ABOUT THIS TASK: Print the records exactly. Every mark must remain.

Items listed in a dataset:

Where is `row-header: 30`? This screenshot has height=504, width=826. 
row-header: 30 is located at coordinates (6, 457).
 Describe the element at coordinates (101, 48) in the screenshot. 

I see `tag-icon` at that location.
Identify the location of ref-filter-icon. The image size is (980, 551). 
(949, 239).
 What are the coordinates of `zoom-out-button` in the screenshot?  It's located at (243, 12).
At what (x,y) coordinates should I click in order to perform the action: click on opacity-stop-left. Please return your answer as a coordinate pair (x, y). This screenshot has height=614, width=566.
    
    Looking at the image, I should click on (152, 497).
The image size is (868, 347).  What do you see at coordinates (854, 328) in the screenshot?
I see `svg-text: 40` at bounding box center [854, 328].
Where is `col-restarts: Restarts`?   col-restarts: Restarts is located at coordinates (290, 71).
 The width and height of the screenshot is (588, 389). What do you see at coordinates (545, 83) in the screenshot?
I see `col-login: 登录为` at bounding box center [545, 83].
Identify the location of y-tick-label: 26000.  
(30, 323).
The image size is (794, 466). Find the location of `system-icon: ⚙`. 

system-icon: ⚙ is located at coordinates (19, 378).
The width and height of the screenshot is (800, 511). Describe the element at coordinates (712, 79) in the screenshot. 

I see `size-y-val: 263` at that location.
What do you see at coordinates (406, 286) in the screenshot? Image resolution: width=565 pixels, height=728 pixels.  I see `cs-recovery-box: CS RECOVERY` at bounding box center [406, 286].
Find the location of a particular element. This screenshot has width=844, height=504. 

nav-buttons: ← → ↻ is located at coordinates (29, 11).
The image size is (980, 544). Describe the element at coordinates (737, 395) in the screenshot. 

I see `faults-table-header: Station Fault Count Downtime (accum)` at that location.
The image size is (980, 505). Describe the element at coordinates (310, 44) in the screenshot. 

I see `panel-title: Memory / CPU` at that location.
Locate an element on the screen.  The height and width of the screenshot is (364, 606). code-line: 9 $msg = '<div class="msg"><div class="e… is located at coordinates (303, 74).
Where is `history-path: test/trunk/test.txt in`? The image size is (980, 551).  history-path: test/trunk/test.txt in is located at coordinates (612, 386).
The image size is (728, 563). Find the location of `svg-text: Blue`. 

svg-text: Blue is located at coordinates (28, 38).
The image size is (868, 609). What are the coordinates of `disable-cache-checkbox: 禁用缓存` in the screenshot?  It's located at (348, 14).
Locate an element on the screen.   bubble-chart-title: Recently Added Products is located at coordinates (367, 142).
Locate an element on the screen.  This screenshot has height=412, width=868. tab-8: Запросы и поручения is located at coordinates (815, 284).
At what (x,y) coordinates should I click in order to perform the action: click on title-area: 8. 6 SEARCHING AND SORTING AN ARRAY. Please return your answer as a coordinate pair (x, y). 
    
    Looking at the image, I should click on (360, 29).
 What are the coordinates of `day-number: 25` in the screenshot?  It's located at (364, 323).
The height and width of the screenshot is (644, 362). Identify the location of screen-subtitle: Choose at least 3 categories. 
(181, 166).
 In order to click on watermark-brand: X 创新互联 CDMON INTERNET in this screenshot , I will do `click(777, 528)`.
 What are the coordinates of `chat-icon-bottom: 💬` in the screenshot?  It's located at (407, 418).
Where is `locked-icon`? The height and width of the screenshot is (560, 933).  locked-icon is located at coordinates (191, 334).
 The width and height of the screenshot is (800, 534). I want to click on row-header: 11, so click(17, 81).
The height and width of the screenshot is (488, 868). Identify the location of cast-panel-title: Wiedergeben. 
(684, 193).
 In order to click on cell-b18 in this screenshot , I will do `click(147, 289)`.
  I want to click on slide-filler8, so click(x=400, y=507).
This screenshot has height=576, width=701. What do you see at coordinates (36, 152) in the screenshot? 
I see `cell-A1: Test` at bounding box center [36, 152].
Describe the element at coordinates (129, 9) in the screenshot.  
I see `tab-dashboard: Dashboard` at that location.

OUTPUT FOR THIS TASK:
Where is `row-header: 30`? This screenshot has height=504, width=826. 
row-header: 30 is located at coordinates (6, 457).
 Describe the element at coordinates (101, 48) in the screenshot. 

I see `tag-icon` at that location.
Identify the location of ref-filter-icon. The image size is (980, 551). 
(949, 239).
 What are the coordinates of `zoom-out-button` in the screenshot?  It's located at (243, 12).
At what (x,y) coordinates should I click in order to perform the action: click on opacity-stop-left. Please return your answer as a coordinate pair (x, y). This screenshot has height=614, width=566.
    
    Looking at the image, I should click on (152, 497).
The image size is (868, 347).  What do you see at coordinates (854, 328) in the screenshot?
I see `svg-text: 40` at bounding box center [854, 328].
Where is `col-restarts: Restarts`?   col-restarts: Restarts is located at coordinates (290, 71).
 The width and height of the screenshot is (588, 389). What do you see at coordinates (545, 83) in the screenshot?
I see `col-login: 登录为` at bounding box center [545, 83].
Identify the location of y-tick-label: 26000.  
(30, 323).
The image size is (794, 466). Find the location of `system-icon: ⚙`. 

system-icon: ⚙ is located at coordinates (19, 378).
The width and height of the screenshot is (800, 511). Describe the element at coordinates (712, 79) in the screenshot. 

I see `size-y-val: 263` at that location.
What do you see at coordinates (406, 286) in the screenshot? Image resolution: width=565 pixels, height=728 pixels.  I see `cs-recovery-box: CS RECOVERY` at bounding box center [406, 286].
Find the location of a particular element. This screenshot has width=844, height=504. 

nav-buttons: ← → ↻ is located at coordinates (29, 11).
The image size is (980, 544). Describe the element at coordinates (737, 395) in the screenshot. 

I see `faults-table-header: Station Fault Count Downtime (accum)` at that location.
The image size is (980, 505). Describe the element at coordinates (310, 44) in the screenshot. 

I see `panel-title: Memory / CPU` at that location.
Locate an element on the screen.  The height and width of the screenshot is (364, 606). code-line: 9 $msg = '<div class="msg"><div class="e… is located at coordinates (303, 74).
Where is `history-path: test/trunk/test.txt in`? The image size is (980, 551).  history-path: test/trunk/test.txt in is located at coordinates (612, 386).
The image size is (728, 563). Find the location of `svg-text: Blue`. 

svg-text: Blue is located at coordinates (28, 38).
The image size is (868, 609). What are the coordinates of `disable-cache-checkbox: 禁用缓存` in the screenshot?  It's located at (348, 14).
Locate an element on the screen.   bubble-chart-title: Recently Added Products is located at coordinates (367, 142).
Locate an element on the screen.  This screenshot has height=412, width=868. tab-8: Запросы и поручения is located at coordinates (815, 284).
At what (x,y) coordinates should I click in order to perform the action: click on title-area: 8. 6 SEARCHING AND SORTING AN ARRAY. Please return your answer as a coordinate pair (x, y). 
    
    Looking at the image, I should click on (360, 29).
 What are the coordinates of `day-number: 25` in the screenshot?  It's located at (364, 323).
The height and width of the screenshot is (644, 362). Identify the location of screen-subtitle: Choose at least 3 categories. 
(181, 166).
 In order to click on watermark-brand: X 创新互联 CDMON INTERNET in this screenshot , I will do `click(777, 528)`.
 What are the coordinates of `chat-icon-bottom: 💬` in the screenshot?  It's located at (407, 418).
Where is `locked-icon`? The height and width of the screenshot is (560, 933).  locked-icon is located at coordinates (191, 334).
 The width and height of the screenshot is (800, 534). I want to click on row-header: 11, so click(17, 81).
The height and width of the screenshot is (488, 868). Identify the location of cast-panel-title: Wiedergeben. 
(684, 193).
 In order to click on cell-b18 in this screenshot , I will do `click(147, 289)`.
  I want to click on slide-filler8, so click(x=400, y=507).
This screenshot has height=576, width=701. What do you see at coordinates (36, 152) in the screenshot? 
I see `cell-A1: Test` at bounding box center [36, 152].
Describe the element at coordinates (129, 9) in the screenshot.  
I see `tab-dashboard: Dashboard` at that location.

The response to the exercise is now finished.